The last of Robert Youngson's silent comedy compilations. The four clowns of the title are Stan Laurel and Oliver Hardy, Charley Chase, and Buster Keaton. The first section begins with some solo appearances by Laurel and Hardy before they were a team (including Hardy's menacing turn as a villain in a Rex the Wonder Horse Western made for Hal Roach), then switches to clips from some of the team's best silent comedies (some of which, such as Two Tars and Big Business, were seen to better advantage in earlier Youngson compilations).
Next up is Charley Chase, with clips from several of his late '20s Hal Roach comedies. Chase is an affable character, perpetually embarrassed and facing a series of one humiliating incidents after another. As with some of the other Hal Roach comedies, including the short films of Harold Lloyd, I occasionally find Chase's gags a little too mechanical and contrived -- such as the bit here where he is posing for a family portrait and his youngest son's balloon keeps bursting, so Chase repeatedly needs to run out and get another one to calm his son down before they can take the photo. Predictably, Chase ends up with a bunch of balloons that lift him off the ground as he runs down the street. I'm not as big a fan of this kind of situational humor. Chase is better represented here by one of his very funniest shorts, Limousine Love (1928), a brilliant farce in which he's a bridegroom, en route to his wedding, who ends up arriving at the ceremony with an undressed woman in the back of his car.
Finally, there is a condensed version of Buster Keaton's Seven Chances. Reportedly, this was Keaton's least favorite of his own feature films, because his producer had bought the rights to the stage farce and more or less foisted the material upon Keaton (who never cared for farce comedy, finding it forced and unfunny). What Keaton did with that material, though, was to re-shape it and make it his own, and I've always considered it one of his funniest movies. The celebrated chase sequence, in which Buster is pursued through the streets by 700 angry would-be brides, concludes this compilation, and it's an extremely strong note on which to end the final film by Robert Youngson, who did so, so much to keep the legacy of silent comedy alive.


**Exercise directions**
Collect the lines of the entries where "pixels" shows up.

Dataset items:

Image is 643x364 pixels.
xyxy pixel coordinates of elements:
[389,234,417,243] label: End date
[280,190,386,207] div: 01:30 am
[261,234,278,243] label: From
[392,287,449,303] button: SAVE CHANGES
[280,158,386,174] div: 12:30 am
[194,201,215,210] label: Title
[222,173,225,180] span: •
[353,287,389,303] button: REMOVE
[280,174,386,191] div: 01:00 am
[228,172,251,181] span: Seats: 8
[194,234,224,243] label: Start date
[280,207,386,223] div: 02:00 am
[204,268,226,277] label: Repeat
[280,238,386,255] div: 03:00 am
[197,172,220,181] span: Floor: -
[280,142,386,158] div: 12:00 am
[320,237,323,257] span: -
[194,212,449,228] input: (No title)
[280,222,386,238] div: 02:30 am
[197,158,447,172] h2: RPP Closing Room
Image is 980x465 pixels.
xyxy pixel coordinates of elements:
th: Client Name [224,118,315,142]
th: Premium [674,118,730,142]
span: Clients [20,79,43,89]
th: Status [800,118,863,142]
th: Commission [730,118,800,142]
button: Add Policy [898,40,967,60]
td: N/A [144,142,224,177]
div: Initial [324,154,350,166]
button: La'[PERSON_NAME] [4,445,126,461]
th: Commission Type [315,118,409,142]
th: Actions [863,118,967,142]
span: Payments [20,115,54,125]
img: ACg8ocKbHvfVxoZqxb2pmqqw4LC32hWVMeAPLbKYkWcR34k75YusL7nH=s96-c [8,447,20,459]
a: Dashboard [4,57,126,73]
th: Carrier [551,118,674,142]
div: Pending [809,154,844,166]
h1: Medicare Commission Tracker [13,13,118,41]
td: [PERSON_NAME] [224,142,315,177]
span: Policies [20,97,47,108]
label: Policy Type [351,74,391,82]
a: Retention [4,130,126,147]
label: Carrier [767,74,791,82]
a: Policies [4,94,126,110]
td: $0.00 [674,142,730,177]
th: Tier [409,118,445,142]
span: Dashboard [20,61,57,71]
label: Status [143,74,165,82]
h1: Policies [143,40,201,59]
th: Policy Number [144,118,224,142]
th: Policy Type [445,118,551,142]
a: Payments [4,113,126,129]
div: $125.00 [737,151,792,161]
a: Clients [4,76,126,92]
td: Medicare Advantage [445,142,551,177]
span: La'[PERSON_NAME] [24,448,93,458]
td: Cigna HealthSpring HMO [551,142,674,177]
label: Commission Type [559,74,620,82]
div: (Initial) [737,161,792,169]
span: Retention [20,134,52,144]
...
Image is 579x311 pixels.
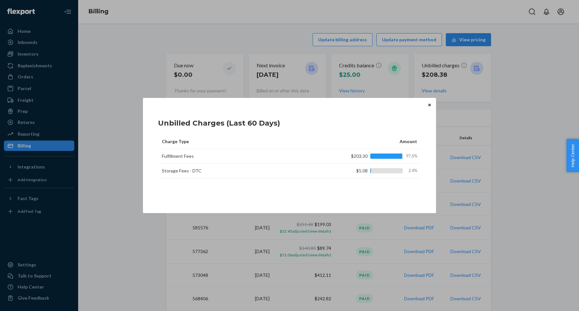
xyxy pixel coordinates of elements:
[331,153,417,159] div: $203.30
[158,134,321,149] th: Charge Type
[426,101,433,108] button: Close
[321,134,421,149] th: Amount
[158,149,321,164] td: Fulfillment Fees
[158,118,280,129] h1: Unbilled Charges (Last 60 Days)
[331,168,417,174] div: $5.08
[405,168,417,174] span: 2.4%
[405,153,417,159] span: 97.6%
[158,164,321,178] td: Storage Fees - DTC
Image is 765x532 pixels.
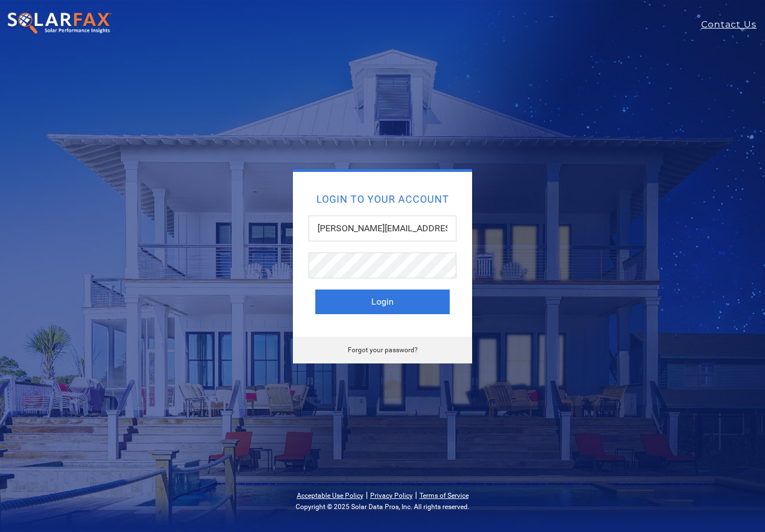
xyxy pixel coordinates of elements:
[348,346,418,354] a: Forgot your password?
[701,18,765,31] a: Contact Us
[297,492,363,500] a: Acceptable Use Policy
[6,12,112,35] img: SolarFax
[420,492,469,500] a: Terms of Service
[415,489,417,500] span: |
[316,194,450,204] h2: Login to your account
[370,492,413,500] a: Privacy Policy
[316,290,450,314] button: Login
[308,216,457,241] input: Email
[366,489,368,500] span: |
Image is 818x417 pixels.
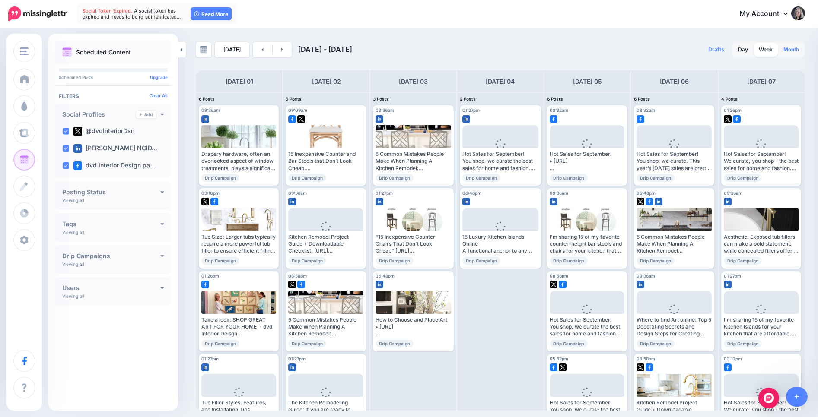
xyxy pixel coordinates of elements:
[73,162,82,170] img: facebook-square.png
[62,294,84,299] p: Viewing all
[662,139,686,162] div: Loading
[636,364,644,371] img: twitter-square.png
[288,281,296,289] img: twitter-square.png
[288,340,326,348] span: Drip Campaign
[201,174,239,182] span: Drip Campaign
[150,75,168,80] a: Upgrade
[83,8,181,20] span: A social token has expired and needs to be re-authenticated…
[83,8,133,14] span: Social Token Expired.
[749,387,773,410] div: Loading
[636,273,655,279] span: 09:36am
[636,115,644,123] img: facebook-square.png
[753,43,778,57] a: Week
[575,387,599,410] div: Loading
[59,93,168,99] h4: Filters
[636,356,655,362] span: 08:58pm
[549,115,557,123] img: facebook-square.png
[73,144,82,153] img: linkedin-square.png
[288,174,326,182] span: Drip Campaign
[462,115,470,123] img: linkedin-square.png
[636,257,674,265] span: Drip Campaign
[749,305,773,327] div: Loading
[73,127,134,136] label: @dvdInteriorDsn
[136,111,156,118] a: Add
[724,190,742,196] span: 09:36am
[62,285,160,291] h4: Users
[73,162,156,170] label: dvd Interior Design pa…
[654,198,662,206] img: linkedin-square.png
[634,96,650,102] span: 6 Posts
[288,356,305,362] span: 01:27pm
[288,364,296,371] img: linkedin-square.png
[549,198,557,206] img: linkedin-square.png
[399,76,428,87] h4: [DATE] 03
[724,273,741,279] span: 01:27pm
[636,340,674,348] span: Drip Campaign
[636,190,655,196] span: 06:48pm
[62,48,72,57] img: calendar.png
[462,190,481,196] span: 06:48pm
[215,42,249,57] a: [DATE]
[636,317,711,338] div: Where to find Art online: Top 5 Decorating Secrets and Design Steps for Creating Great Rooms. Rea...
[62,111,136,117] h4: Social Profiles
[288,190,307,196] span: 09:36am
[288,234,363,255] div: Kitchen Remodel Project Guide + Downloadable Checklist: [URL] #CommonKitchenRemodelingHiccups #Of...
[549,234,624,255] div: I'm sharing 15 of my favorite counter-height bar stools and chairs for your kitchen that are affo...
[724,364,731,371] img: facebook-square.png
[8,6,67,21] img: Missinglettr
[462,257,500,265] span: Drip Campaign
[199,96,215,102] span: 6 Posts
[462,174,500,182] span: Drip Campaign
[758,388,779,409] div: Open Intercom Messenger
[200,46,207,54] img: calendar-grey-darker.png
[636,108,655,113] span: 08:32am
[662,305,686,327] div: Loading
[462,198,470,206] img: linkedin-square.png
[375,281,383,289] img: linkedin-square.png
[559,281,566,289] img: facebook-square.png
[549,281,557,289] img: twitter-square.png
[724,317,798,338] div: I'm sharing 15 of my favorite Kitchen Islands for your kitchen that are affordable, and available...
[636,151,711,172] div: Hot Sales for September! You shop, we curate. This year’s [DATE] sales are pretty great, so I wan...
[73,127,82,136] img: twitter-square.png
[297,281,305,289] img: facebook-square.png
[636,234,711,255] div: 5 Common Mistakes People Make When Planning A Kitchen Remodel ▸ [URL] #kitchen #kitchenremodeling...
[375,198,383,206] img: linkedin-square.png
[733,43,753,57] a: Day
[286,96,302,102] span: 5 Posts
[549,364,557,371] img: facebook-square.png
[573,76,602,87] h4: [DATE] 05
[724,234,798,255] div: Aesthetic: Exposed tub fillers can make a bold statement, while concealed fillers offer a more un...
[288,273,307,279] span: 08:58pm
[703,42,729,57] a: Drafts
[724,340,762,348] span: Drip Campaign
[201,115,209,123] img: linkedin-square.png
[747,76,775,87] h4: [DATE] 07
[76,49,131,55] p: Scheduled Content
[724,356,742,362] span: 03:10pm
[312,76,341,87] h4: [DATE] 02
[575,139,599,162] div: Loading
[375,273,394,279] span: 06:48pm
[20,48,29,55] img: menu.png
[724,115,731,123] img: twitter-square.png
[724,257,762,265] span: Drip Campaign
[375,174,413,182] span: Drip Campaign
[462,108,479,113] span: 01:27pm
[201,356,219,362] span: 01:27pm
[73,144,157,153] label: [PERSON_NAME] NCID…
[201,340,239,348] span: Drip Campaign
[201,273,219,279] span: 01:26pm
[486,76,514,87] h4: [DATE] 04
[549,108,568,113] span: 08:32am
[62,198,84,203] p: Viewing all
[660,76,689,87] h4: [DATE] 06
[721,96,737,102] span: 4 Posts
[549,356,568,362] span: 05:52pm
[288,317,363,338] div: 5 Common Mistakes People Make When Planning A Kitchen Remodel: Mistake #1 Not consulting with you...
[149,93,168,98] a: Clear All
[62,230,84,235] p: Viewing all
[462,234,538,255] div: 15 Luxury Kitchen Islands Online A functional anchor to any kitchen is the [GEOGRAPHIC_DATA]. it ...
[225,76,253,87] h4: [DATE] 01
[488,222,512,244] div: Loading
--
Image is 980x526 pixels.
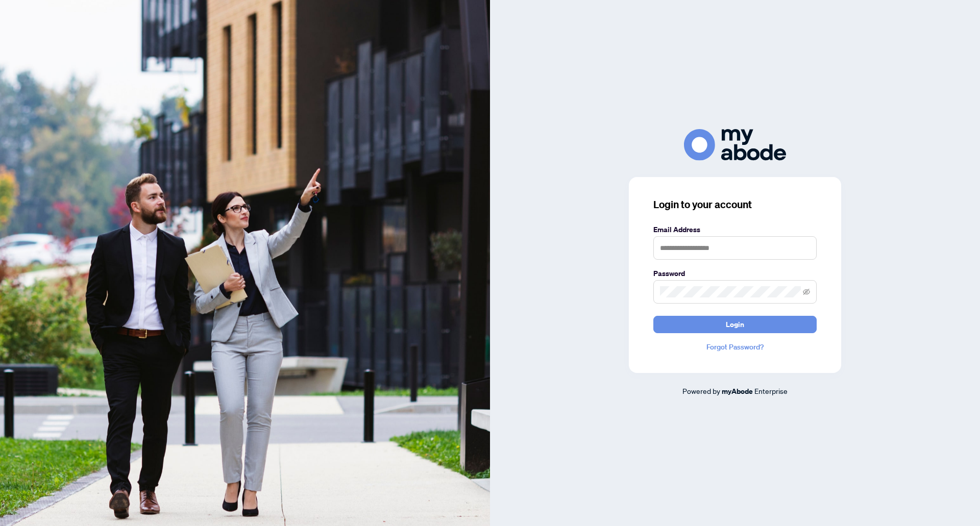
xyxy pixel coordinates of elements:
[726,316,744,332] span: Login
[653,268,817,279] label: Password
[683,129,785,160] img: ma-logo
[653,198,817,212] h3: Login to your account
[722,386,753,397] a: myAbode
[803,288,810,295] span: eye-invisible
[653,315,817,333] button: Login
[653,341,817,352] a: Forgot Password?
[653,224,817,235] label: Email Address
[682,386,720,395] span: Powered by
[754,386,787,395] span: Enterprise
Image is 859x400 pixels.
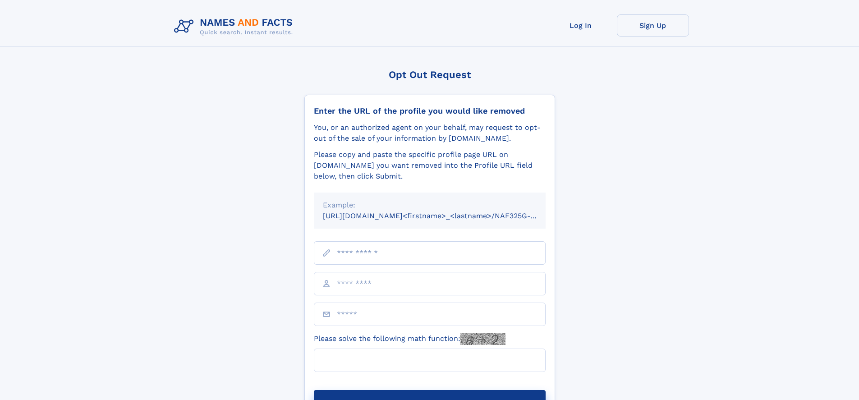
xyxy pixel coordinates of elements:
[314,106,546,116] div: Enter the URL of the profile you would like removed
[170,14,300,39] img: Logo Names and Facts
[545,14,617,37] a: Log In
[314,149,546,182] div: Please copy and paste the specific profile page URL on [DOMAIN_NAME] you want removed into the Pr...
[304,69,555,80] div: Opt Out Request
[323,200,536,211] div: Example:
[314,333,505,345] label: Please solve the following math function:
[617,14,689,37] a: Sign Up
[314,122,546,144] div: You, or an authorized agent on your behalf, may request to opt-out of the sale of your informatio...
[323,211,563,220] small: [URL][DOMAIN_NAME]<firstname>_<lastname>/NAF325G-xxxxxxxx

**Answer to the problem**
Image is 643x364 pixels.
Image is 980x465 pixels.
Image is 579x311 pixels.
Image is 765x532 pixels.
Image is 818x417 pixels.
Image is 980x526 pixels.
Image is 859x400 pixels.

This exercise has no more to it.